I couldn’t speak. My heart felt like it was escaping my chest.
“Tell me,” he whispered, “and I’ll stop. I’ll take you home and I’ll never bring it up again. Just say the words.”
I was shaking. Trembling in his hands like a leaf in a storm.
“I’m going to kiss you now,” he murmured.
I didn’t say stop.
I didn’t say anything at all.
He kissed me.
Soft at first. Tentative. The gentlest brush of his lips against mine, made my muscle memory take over.
I rose onto my toes, closing the distance he’d left between us, and the kiss caught fire.
His arms wrapped around me, one hand splaying across my lower back, the other sliding into my hair, tilting my head to deepen the kiss.
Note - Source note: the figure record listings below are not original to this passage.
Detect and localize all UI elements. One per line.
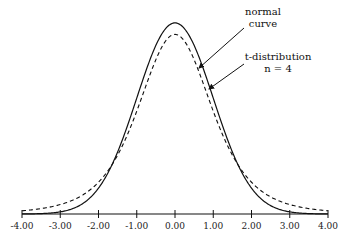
x-tick-label: 0.00 — [165, 221, 185, 231]
x-tick-label: -4.00 — [10, 221, 33, 231]
x-axis-ticks: -4.00-3.00-2.00-1.000.001.002.003.004.00 — [10, 210, 338, 231]
x-tick-label: 3.00 — [280, 221, 300, 231]
annotation-normal-line2: curve — [249, 18, 277, 29]
x-tick-label: -3.00 — [49, 221, 72, 231]
x-tick-label: -1.00 — [125, 221, 148, 231]
annotation-t-line2: n = 4 — [264, 63, 292, 74]
x-tick-label: 2.00 — [241, 221, 261, 231]
annotation-normal-line1: normal — [245, 6, 281, 17]
x-tick-label: -2.00 — [87, 221, 110, 231]
annotation-t: t-distribution n = 4 — [209, 51, 312, 89]
arrow-normal — [199, 28, 244, 68]
x-tick-label: 1.00 — [203, 221, 223, 231]
arrow-t — [209, 64, 244, 89]
distribution-chart: -4.00-3.00-2.00-1.000.001.002.003.004.00… — [0, 0, 350, 243]
x-tick-label: 4.00 — [318, 221, 338, 231]
annotation-t-line1: t-distribution — [245, 51, 312, 62]
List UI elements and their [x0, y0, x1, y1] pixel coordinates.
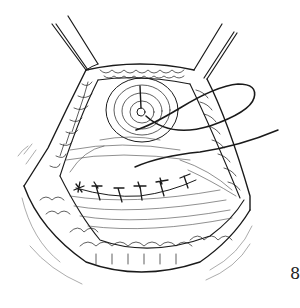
suture-row	[74, 174, 196, 202]
right-retractor	[194, 24, 237, 79]
wound-outline	[24, 64, 250, 272]
left-retractor	[52, 16, 98, 70]
purse-string-structure	[106, 78, 178, 142]
inner-wound-edge	[60, 78, 244, 248]
figure-label: 8	[290, 266, 300, 282]
skin-contours	[18, 144, 252, 284]
surgical-illustration	[0, 0, 300, 308]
I melted into him—melted into the heat and the hunger and the aching familiarity of his mouth on mine. He tasted like champagne and something that was just him, and I couldn’t get enough.
His tongue traced the seam of my lips and I opened for him, and the sound he made—low and rough and reverent—vibrated through my entire body.
I arched into him, needing more, needing everything, and he groaned against my mouth and pulled me closer, closer, until there was no space left between us.
“Pauline.” He breathed my name like a prayer, like a curse, like something holy. “God, Pauline.”
His mouth left mine and trailed down my jaw, my neck, finding the sensitive spot just below my ear. His teeth grazed my skin and I gasped, my head falling back, my fingers clutching his shoulders like he was the only solid thing in a world that had gone spinning.
“I’ve wanted this,” he murmured against my throat. “Every day. Every night. I’ve dreamed about this.”
“Jack—”
His lips traced the line of my collarbone, hot and hungry, and the word I meant to say next dissolved into nothing.
His mouth found mine again, deeper this time, more desperate. His hands tightened on my waist. His breath came ragged against my lips. And I pulled him closer still, this want I’d spent seven years burying clawing its way back to the surface, refusing to be ignored.
A car passed. Headlights swept across us.
And just like that, reality came crashing back.
Like I’d been plunged in cold water.
I pushed him away. Hard.
Because wanting him was easy.
Because losing him again would destroy me.